Joseph Sinel

Joseph Sinel
Born13 December 1844
Died2 April 1929
Occupation(s)Naturalist, psychical researcher
RelativesJoseph Claude Sinel

Joseph Sinel (13 December 1844 in St Helier, Jersey – 2 April 1929) was a naturalist and archaeologist.

Early life

Sinel was the youngest son of Philip Sinel, a wholesale tobacco merchant, and Charlotte Babot. When fifteen he entered Voisin & Co.’s furniture department, where he eventually became manager.[1] His spare time was spent at low tide amongst the rocks of St Clement’s Bay, where the wealth of marine life in the pools fascinated him. He determined to devote his life to natural science.

Career

Sinel resigned his position at Voisin's, and started business as a taxidermist. He gave a number of lectures to a variety of groups. Papers which he contributed to "Science Gossip" brought him English correspondents, many of whom crossed to Jersey to obtain his help in collecting specimens. Charles Darwin and Alfred Russel Wallace frequently wrote to him about topics of marine zoology. With his son-in-law, James Hornell, he built in 1891 a biological station at Havre Des Pas with aquarium tanks for the study of marine life and the supply of living specimens to students. He attempted to revive the local oyster fisheries.[1] A Jersey Oyster Culture Company was formed and quantities of spat from Auray were placed in cage traps near Green Island, but the site proved insufficiently protected against storms, and the enterprise failed.[2] In 1907 he became curator of the Société Jersiaise Museum, a post which he held until his death.[1] Most of the zoological exhibits were his handiwork.

Psychical research

Sinel was also interested in psychical research. He wrote the book The Sixth Sense (1927), which proposes that the pineal gland serves as the biological organ responsible for clairvoyance and telepathy, detecting etheric vibrations analogous to wireless signals. Reinterpreting Descartes’ dualist view through a materialist lens, Sinel argues that these phenomena follow physical laws and originate in the nervous system,[3] particularly through stimulation of the visual cortex independent of the eyes. Drawing on neurophysiology, evolutionary theory, and contemporary technologies, he claims that the pineal gland once enabled a now-suppressed “sixth sense,” still accessible in children, animals, and altered states like hypnosis.

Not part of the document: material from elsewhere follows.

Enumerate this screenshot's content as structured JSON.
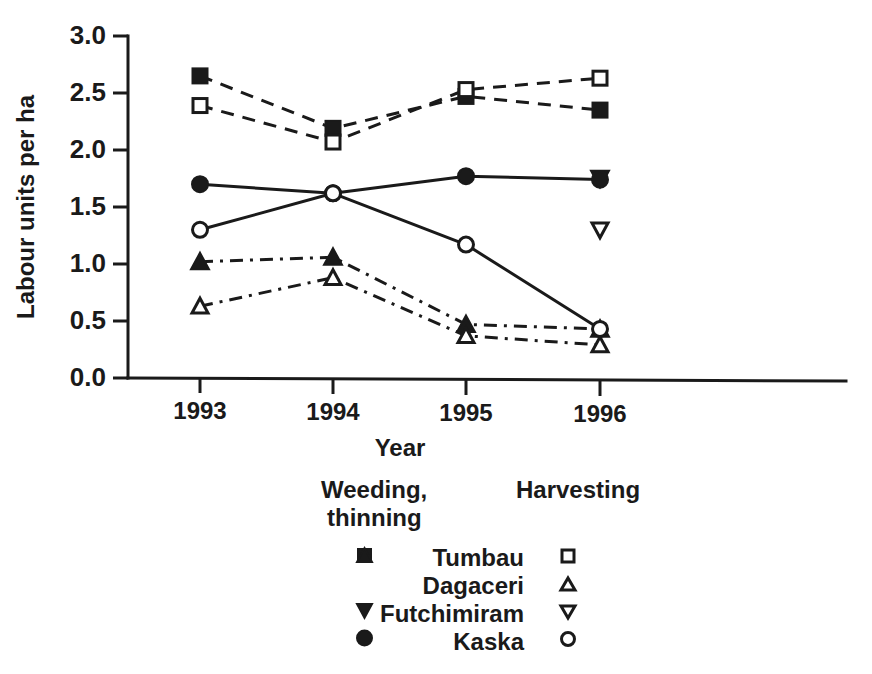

His experiments with a child medium, although methodologically limited, aimed to demonstrate extrasensory perception as a physiological capacity. Sinel framed telepathy as vibrational resonance between brains and explained hypnotism as a state that enhances receptivity by silencing normal cognitive interference.

A review in The Quarterly Review of Biology described it as "an entertaining little book... [but] very weak in spots."[4]

Publications

Nature Stories for the Young 3 volumes

References

  1. ^ a b c "Sinel, Joseph". Jersey Heritage Trust. Retrieved 15 June 2012.
  2. ^ "The Return of the Native". Save our Shoreline. Jersey in Peril. November 2011. Archived from the original on 8 October 2012. Retrieved 15 June 2012.
  3. ^ Echeverri Benedetti, Orlando (24 June 2025). "Joseph Sinel and the Pineal Gland". Société Jersiaise. Archived from the original on 9 July 2025. Retrieved 9 July 2025.
  4. ^ Anonymous. (1928). Brief Notices: New Biological Books. The Quarterly Review of Biology 3: 281-306.